JVM Inside Out Part 1 — Getting object address

This is the first part of the JVM Inside Out series. For your convenience you can find other parts using the links below:
Part 1 — Getting object address
Part 2 — Reading object content
Part 3 — Java raw type trickery
Part 4 — Locks and out of band exceptions

How to get object address in JVM? There is actually one easy trick to do it via reflection. See this code:

We create an object of type AddressExtractor which has one long field for storing the address. Next, we use reflection to get field named pointerValue. Trick is that we can use reflection to examine Field instance pointing to the pointerValue field. Since this instance must know the type, it stores it in a field called type. We can now use reflection to modify it and trick reflection to think that pointerValue is of type Object.

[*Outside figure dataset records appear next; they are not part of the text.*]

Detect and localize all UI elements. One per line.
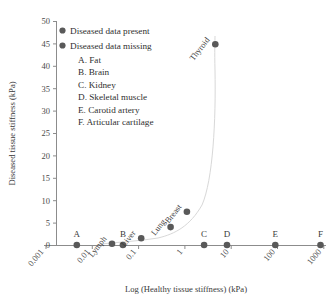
data-point-a[interactable] xyxy=(74,242,81,249)
legend-key-f: F. Articular cartilage xyxy=(78,117,154,127)
legend-label-present: Diseased data present xyxy=(70,26,150,36)
y-tick-label: 40 xyxy=(42,61,51,71)
series-diseased-data-present xyxy=(109,41,219,247)
x-axis-tick-labels: 0.001 0.01 0.1 1 10 100 1000 xyxy=(26,247,324,268)
chart-svg: 0 5 10 15 20 25 30 35 40 45 50 Diseased … xyxy=(0,0,336,301)
y-tick-label: 35 xyxy=(42,84,51,94)
y-tick-label: 25 xyxy=(42,128,51,138)
point-letter-labels: A B C D E F xyxy=(74,229,323,239)
legend-marker-present xyxy=(59,27,65,33)
y-tick-label: 50 xyxy=(42,16,51,26)
x-axis-ticks xyxy=(46,246,324,250)
trend-curve xyxy=(99,36,216,244)
x-tick-label: 1000 xyxy=(305,247,324,266)
label-f: F xyxy=(318,229,323,239)
label-a: A xyxy=(74,229,81,239)
label-e: E xyxy=(273,229,279,239)
annotation-breast: Breast xyxy=(163,202,184,225)
y-tick-label: 10 xyxy=(42,196,51,206)
data-point-f[interactable] xyxy=(317,242,324,249)
annotation-thyroid: Thyroid xyxy=(188,35,212,62)
data-point-c[interactable] xyxy=(201,242,208,249)
legend-marker-missing xyxy=(59,42,65,48)
y-axis-ticks xyxy=(53,22,57,246)
x-tick-label: 0.001 xyxy=(26,247,46,268)
legend-key-a: A. Fat xyxy=(78,55,101,65)
y-axis-tick-labels: 0 5 10 15 20 25 30 35 40 45 50 xyxy=(42,16,51,250)
y-tick-label: 20 xyxy=(42,151,51,161)
y-tick-label: 45 xyxy=(42,39,51,49)
data-point-lymph[interactable] xyxy=(109,240,116,247)
legend-key-b: B. Brain xyxy=(78,67,110,77)
data-point-d[interactable] xyxy=(224,242,231,249)
label-c: C xyxy=(201,229,207,239)
chart-legend: Diseased data present Diseased data miss… xyxy=(59,26,153,127)
x-tick-label: 10 xyxy=(218,247,231,260)
x-axis-title: Log (Healthy tissue stiffness) (kPa) xyxy=(125,284,247,294)
y-tick-label: 15 xyxy=(42,173,51,183)
annotation-lymph: Lymph xyxy=(87,234,109,259)
scatter-chart: 0 5 10 15 20 25 30 35 40 45 50 Diseased … xyxy=(0,0,336,301)
legend-label-missing: Diseased data missing xyxy=(70,41,152,51)
x-tick-label: 1 xyxy=(174,247,184,257)
legend-key-c: C. Kidney xyxy=(78,80,116,90)
data-point-liver[interactable] xyxy=(138,235,145,242)
legend-key-e: E. Carotid artery xyxy=(78,105,140,115)
x-tick-label: 100 xyxy=(261,247,277,263)
data-point-thyroid[interactable] xyxy=(212,41,219,48)
y-tick-label: 30 xyxy=(42,106,51,116)
data-point-e[interactable] xyxy=(272,242,279,249)
label-d: D xyxy=(224,229,231,239)
legend-key-d: D. Skeletal muscle xyxy=(78,92,147,102)
data-point-breast[interactable] xyxy=(184,209,191,216)
y-tick-label: 5 xyxy=(46,218,50,228)
y-axis-title: Diseased tissue stiffness (kPa) xyxy=(7,81,17,185)
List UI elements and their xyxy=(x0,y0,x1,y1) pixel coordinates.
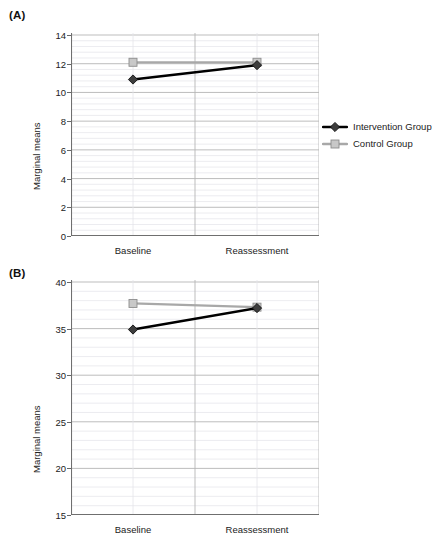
legend-label: Intervention Group xyxy=(353,121,432,132)
y-axis-tick-label: 30 xyxy=(55,370,66,381)
legend-square-marker-icon xyxy=(322,138,348,150)
y-axis-tick-mark xyxy=(67,329,71,330)
y-axis-tick-label: 4 xyxy=(61,173,66,184)
figure-interaction-plots: (A) Marginal means 02468101214 BaselineR… xyxy=(0,0,442,548)
legend-item: Intervention Group xyxy=(322,118,432,135)
y-axis-tick-label: 35 xyxy=(55,323,66,334)
y-axis-tick-mark xyxy=(67,92,71,93)
legend-label: Control Group xyxy=(353,138,413,149)
y-axis-tick-label: 12 xyxy=(55,58,66,69)
y-axis-tick-mark xyxy=(67,375,71,376)
y-axis-tick-label: 8 xyxy=(61,116,66,127)
y-axis-tick-label: 20 xyxy=(55,463,66,474)
x-axis-tick-label: Baseline xyxy=(115,245,151,256)
panel-b-y-axis-title: Marginal means xyxy=(31,405,42,473)
panel-a-chart-svg xyxy=(71,33,319,236)
y-axis-tick-mark xyxy=(67,121,71,122)
legend-diamond-marker-icon xyxy=(322,121,348,133)
panel-b-canvas xyxy=(71,280,319,515)
panel-a-canvas xyxy=(71,33,319,236)
y-axis-tick-label: 14 xyxy=(55,30,66,41)
y-axis-tick-mark xyxy=(67,179,71,180)
legend-item: Control Group xyxy=(322,135,432,152)
y-axis-tick-label: 2 xyxy=(61,202,66,213)
panel-a-label: (A) xyxy=(9,9,26,21)
y-axis-tick-label: 6 xyxy=(61,144,66,155)
y-axis-tick-mark xyxy=(67,236,71,237)
y-axis-tick-label: 15 xyxy=(55,510,66,521)
panel-b-label: (B) xyxy=(9,267,26,279)
panel-b: (B) Marginal means 152025303540 Baseline… xyxy=(0,258,442,548)
y-axis-tick-label: 40 xyxy=(55,277,66,288)
panel-a-plot-area: 02468101214 BaselineReassessment xyxy=(71,33,319,236)
y-axis-tick-mark xyxy=(67,422,71,423)
y-axis-tick-mark xyxy=(67,468,71,469)
x-axis-tick-label: Reassessment xyxy=(226,524,289,535)
y-axis-tick-mark xyxy=(67,282,71,283)
panel-a: (A) Marginal means 02468101214 BaselineR… xyxy=(0,0,442,258)
panel-a-legend: Intervention GroupControl Group xyxy=(322,118,432,152)
y-axis-tick-mark xyxy=(67,515,71,516)
x-axis-tick-label: Baseline xyxy=(115,524,151,535)
y-axis-tick-mark xyxy=(67,35,71,36)
y-axis-tick-mark xyxy=(67,207,71,208)
panel-b-plot-area: 152025303540 BaselineReassessment xyxy=(71,280,319,515)
y-axis-tick-label: 10 xyxy=(55,87,66,98)
y-axis-tick-label: 25 xyxy=(55,416,66,427)
y-axis-tick-mark xyxy=(67,64,71,65)
x-axis-tick-label: Reassessment xyxy=(226,245,289,256)
y-axis-tick-label: 0 xyxy=(61,231,66,242)
panel-b-chart-svg xyxy=(71,280,319,515)
y-axis-tick-mark xyxy=(67,150,71,151)
panel-a-y-axis-title: Marginal means xyxy=(31,122,42,190)
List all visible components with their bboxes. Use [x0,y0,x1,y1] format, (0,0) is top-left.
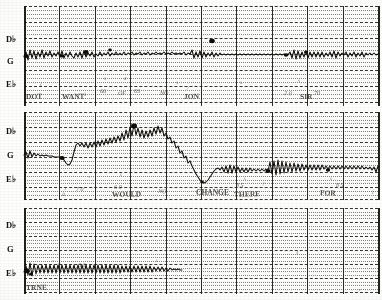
handwritten-note: 8 5 [336,182,344,188]
handwritten-note: 70 [314,90,320,96]
ink-blob-marker [24,269,30,273]
handwritten-note: 7 [262,182,265,187]
handwritten-note: 6S [134,88,140,94]
ink-blob-marker [200,181,204,184]
pen-trace [190,50,288,58]
handwritten-note: s [330,176,332,181]
ink-blob-marker [209,39,215,43]
handwritten-note: 6 0 [78,262,86,268]
ink-blob-marker [60,54,64,57]
handwritten-note: 6 [58,262,61,267]
handwritten-note: s [156,258,158,263]
ink-blob-marker [326,168,330,172]
handwritten-note: 7 0 [76,186,84,192]
handwritten-note: FOR [320,188,336,198]
handwritten-note: s [176,80,178,85]
handwritten-note: s [240,80,242,85]
handwritten-note: JON [184,92,199,101]
ink-blob-marker [59,156,64,160]
handwritten-note: s [130,258,132,263]
handwritten-note: NO [160,90,168,96]
handwritten-note: s [40,82,42,87]
pen-trace [24,263,182,276]
handwritten-note: 2 0 [284,90,292,96]
handwritten-note: 7 [358,288,361,293]
pen-trace [288,50,378,59]
handwritten-note: s [244,176,246,181]
handwritten-note: NO [158,188,167,194]
ink-blob-marker [304,50,308,53]
handwritten-note: 7 [186,86,189,91]
handwritten-note: B [62,192,65,197]
handwritten-note: s [52,258,54,263]
ink-blob-marker [24,54,29,58]
pen-traces-layer [0,0,382,300]
handwritten-note: 4 [296,250,299,255]
ink-blob-marker [29,272,33,275]
chart-recorder-sheet: D♭ G E♭ D♭ G E♭ D♭ G E♭ DOTsWANT1s466OF6… [0,0,382,300]
handwritten-note: TRNE [26,283,47,292]
handwritten-note: CHANGE [196,188,229,197]
pen-trace [268,160,378,175]
ink-blob-marker [265,169,270,173]
handwritten-note: OF [118,90,126,96]
handwritten-note: DOT [26,92,42,101]
handwritten-note: 66 [100,88,106,94]
ink-blob-marker [83,50,88,54]
ink-blob-marker [108,49,112,52]
pen-trace [24,50,190,60]
ink-blob-marker [284,53,288,57]
handwritten-note: WOULD [112,189,141,199]
handwritten-note: s [120,172,122,177]
handwritten-note: I [372,190,374,195]
ink-blob-marker [131,124,137,129]
handwritten-note: s [88,174,90,179]
handwritten-note: s [104,76,106,81]
handwritten-note: 1 [64,186,67,191]
handwritten-note: 4 [124,76,127,81]
handwritten-note: SIR [300,92,313,101]
handwritten-note: WANT [62,92,85,101]
handwritten-note: s [298,78,300,83]
handwritten-note: 8 5 [236,182,244,188]
handwritten-note: 1 [84,92,87,97]
handwritten-note: THERE [234,189,261,199]
pen-trace [24,151,62,158]
pen-trace [190,161,268,183]
pen-trace [62,124,190,165]
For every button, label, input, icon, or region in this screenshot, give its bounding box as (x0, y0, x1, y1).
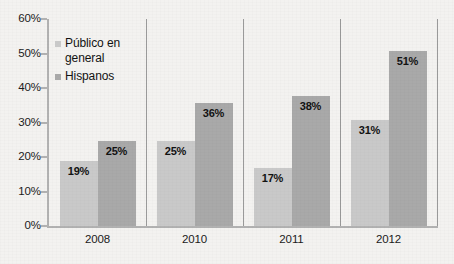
x-axis-tick-label: 2010 (146, 233, 243, 245)
legend-item: Hispanos (55, 69, 143, 84)
bar-2010-series0: 25% (157, 141, 195, 227)
y-axis-tick-label: 0% (0, 219, 41, 232)
bar-2011-series1: 38% (292, 96, 330, 227)
bar-value-label: 25% (98, 145, 136, 157)
y-axis-tick-label: 20% (0, 150, 41, 163)
bar-value-label: 38% (292, 100, 330, 112)
bar-value-label: 17% (254, 172, 292, 184)
bar-chart: 0%10%20%30%40%50%60% 19%25%25%36%17%38%3… (0, 0, 454, 264)
y-axis-tick-label-text: 10% (3, 185, 41, 197)
legend-item: Público en general (55, 36, 143, 66)
y-axis-tick-label: 10% (0, 185, 41, 198)
bar-value-label: 19% (60, 165, 98, 177)
y-axis-tick-label-text: 20% (3, 150, 41, 162)
legend-swatch-icon (55, 74, 61, 80)
y-axis-tick-label: 30% (0, 116, 41, 129)
x-axis-tick-label: 2011 (243, 233, 340, 245)
legend-swatch-icon (55, 41, 61, 47)
group-separator (146, 19, 147, 226)
y-axis-tick-label-text: 30% (3, 116, 41, 128)
x-axis-line (47, 226, 438, 228)
bar-2008-series0: 19% (60, 161, 98, 227)
x-axis-tick-label: 2008 (49, 233, 146, 245)
y-axis-tick-label: 60% (0, 12, 41, 25)
bar-value-label: 25% (157, 145, 195, 157)
y-axis-tick-label: 50% (0, 47, 41, 60)
y-axis-tick-label-text: 0% (3, 219, 41, 231)
bar-2010-series1: 36% (195, 103, 233, 227)
bar-2011-series0: 17% (254, 168, 292, 227)
y-axis-tick-label-text: 40% (3, 81, 41, 93)
chart-legend: Público en generalHispanos (55, 36, 143, 87)
bar-2012-series1: 51% (389, 51, 427, 227)
y-axis-tick-label-text: 60% (3, 12, 41, 24)
group-separator (340, 19, 341, 226)
bar-2012-series0: 31% (351, 120, 389, 227)
bar-2008-series1: 25% (98, 141, 136, 227)
y-axis-tick-label-text: 50% (3, 47, 41, 59)
group-separator (243, 19, 244, 226)
x-axis-tick-label: 2012 (340, 233, 437, 245)
y-axis-tick-label: 40% (0, 81, 41, 94)
legend-item-label: Hispanos (65, 69, 114, 84)
bar-value-label: 36% (195, 107, 233, 119)
bar-value-label: 51% (389, 55, 427, 67)
bar-value-label: 31% (351, 124, 389, 136)
plot-right-border (437, 19, 438, 226)
legend-item-label: Público en general (65, 36, 143, 66)
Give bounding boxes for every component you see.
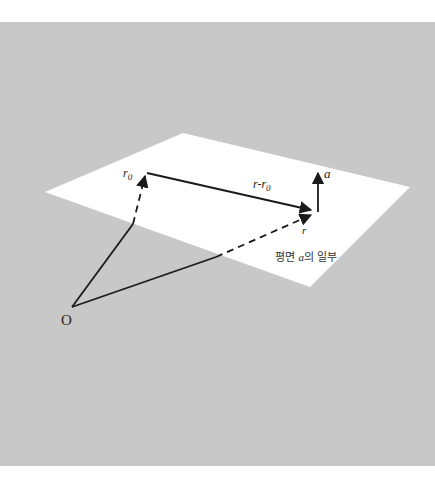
r-label: r: [302, 224, 307, 236]
plane-caption: 평면 a의 일부: [275, 250, 338, 264]
diagram-canvas: O r0 r-r0 a r 평면 a의 일부: [0, 0, 435, 500]
vector-plane-diagram: O r0 r-r0 a r 평면 a의 일부: [0, 0, 435, 500]
diff-label-sub: 0: [266, 183, 271, 193]
r0-label-sub: 0: [128, 172, 133, 182]
normal-a-label: a: [324, 166, 331, 181]
origin-label: O: [61, 312, 72, 328]
plane-caption-suffix: 의 일부: [304, 250, 338, 264]
plane-caption-prefix: 평면: [275, 251, 299, 264]
diff-label-main: r-r: [253, 177, 266, 191]
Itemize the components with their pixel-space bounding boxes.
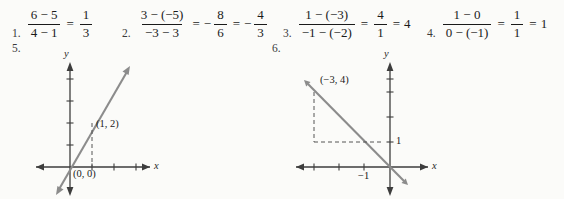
y-tick-label-1: 1 xyxy=(396,135,401,146)
worksheet-answer-page: 1. 6 − 5 4 − 1 = 1 3 2. 3 − (−5) −3 − 3 … xyxy=(0,0,564,199)
y-axis-group xyxy=(387,62,394,196)
result-denominator: 6 xyxy=(214,24,227,41)
y-axis-arrow-down xyxy=(67,187,74,196)
result-fraction: 4 1 xyxy=(374,8,387,40)
equals-sign-2: = xyxy=(529,16,536,32)
result-denominator: 1 xyxy=(511,24,524,41)
fraction-denominator: −1 − (−2) xyxy=(299,24,355,41)
fraction-expression: 3 − (−5) −3 − 3 xyxy=(138,8,187,40)
problem-number: 2. xyxy=(122,27,131,40)
y-axis-arrow-up xyxy=(387,62,394,71)
equals-sign: = xyxy=(66,16,73,32)
result-fraction: 8 6 xyxy=(214,8,227,40)
problem-number: 4. xyxy=(427,27,436,40)
problem-number: 1. xyxy=(12,27,21,40)
fraction-denominator: 4 − 1 xyxy=(28,24,61,41)
equals-sign: = xyxy=(192,16,199,32)
fraction-denominator: −3 − 3 xyxy=(142,24,182,41)
fraction-expression: 1 − (−3) −1 − (−2) xyxy=(299,8,355,40)
result-denominator-2: 3 xyxy=(254,24,267,41)
negative-sign-2: − xyxy=(244,16,251,32)
point-label-1-2: (1, 2) xyxy=(96,118,119,129)
fraction-numerator: 1 − (−3) xyxy=(302,8,351,24)
fraction-expression: 6 − 5 4 − 1 xyxy=(28,8,61,40)
equals-sign-2: = xyxy=(393,16,400,32)
problem-number: 3. xyxy=(283,27,292,40)
x-axis-arrow-right xyxy=(142,164,150,171)
equals-sign-2: = xyxy=(233,16,240,32)
graph-6-svg xyxy=(280,48,480,199)
answer-item-1: 1. 6 − 5 4 − 1 = 1 3 xyxy=(12,8,94,40)
result-numerator-2: 4 xyxy=(254,8,267,24)
x-axis-arrow-left xyxy=(296,164,304,171)
result-denominator: 1 xyxy=(374,24,387,41)
x-axis-arrow-left xyxy=(36,164,44,171)
x-axis-arrow-right xyxy=(420,164,428,171)
point-label-0-0: (0, 0) xyxy=(73,168,96,179)
graph-problem-6: x y (−3, 4) 1 −1 xyxy=(280,48,480,199)
result-numerator: 4 xyxy=(374,8,387,24)
x-tick-label-neg1: −1 xyxy=(358,170,369,181)
plotted-line-group xyxy=(304,80,408,185)
result-fraction-2: 4 3 xyxy=(254,8,267,40)
fraction-numerator: 3 − (−5) xyxy=(138,8,187,24)
fraction-expression: 1 − 0 0 − (−1) xyxy=(443,8,492,40)
result-numerator: 1 xyxy=(80,8,93,24)
final-value: 4 xyxy=(404,16,411,32)
x-axis-label: x xyxy=(432,160,437,171)
result-fraction: 1 3 xyxy=(80,8,93,40)
y-axis-label: y xyxy=(64,48,69,59)
result-numerator: 8 xyxy=(214,8,227,24)
answer-item-3: 3. 1 − (−3) −1 − (−2) = 4 1 = 4 xyxy=(283,8,410,40)
fraction-denominator: 0 − (−1) xyxy=(443,24,492,41)
fraction-numerator: 6 − 5 xyxy=(28,8,61,24)
equals-sign: = xyxy=(497,16,504,32)
x-axis-label: x xyxy=(154,160,159,171)
negative-sign: − xyxy=(204,16,211,32)
graph-problem-5: x y (1, 2) (0, 0) xyxy=(0,48,200,199)
result-numerator: 1 xyxy=(511,8,524,24)
fraction-numerator: 1 − 0 xyxy=(451,8,484,24)
y-axis-arrow-up xyxy=(67,62,74,71)
y-axis-label: y xyxy=(384,48,389,59)
answer-item-4: 4. 1 − 0 0 − (−1) = 1 1 = 1 xyxy=(427,8,547,40)
result-fraction: 1 1 xyxy=(511,8,524,40)
answer-item-2: 2. 3 − (−5) −3 − 3 = − 8 6 = − 4 3 xyxy=(122,8,269,40)
equals-sign: = xyxy=(361,16,368,32)
point-label-neg3-4: (−3, 4) xyxy=(320,74,349,85)
result-denominator: 3 xyxy=(80,24,93,41)
y-axis-arrow-down xyxy=(387,187,394,196)
final-value: 1 xyxy=(541,16,548,32)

Next, in lines 16-18 we just create some dummy object to see if we are right. We initialize its field to some readable value and then assign this object to pointerValue long field. JVM now needs to assign Ordinary Object Pointer to the long value. We can then print it out.

I’m using 64-bit JVM and disable OOP compression using -XX:-UseCompressedOops. I get the following output:

Let’s attach WinDBG and see what happens:

We can see first two integers being a mark-word, next two integers for klass word (remember, we disabled OOP compression). Finally, we get one long field (two integers) with expected value.

Of course, this address is valid as long as GC doesn’t move the object. Most likely, if you add System.gc() at the end then the object will be moved.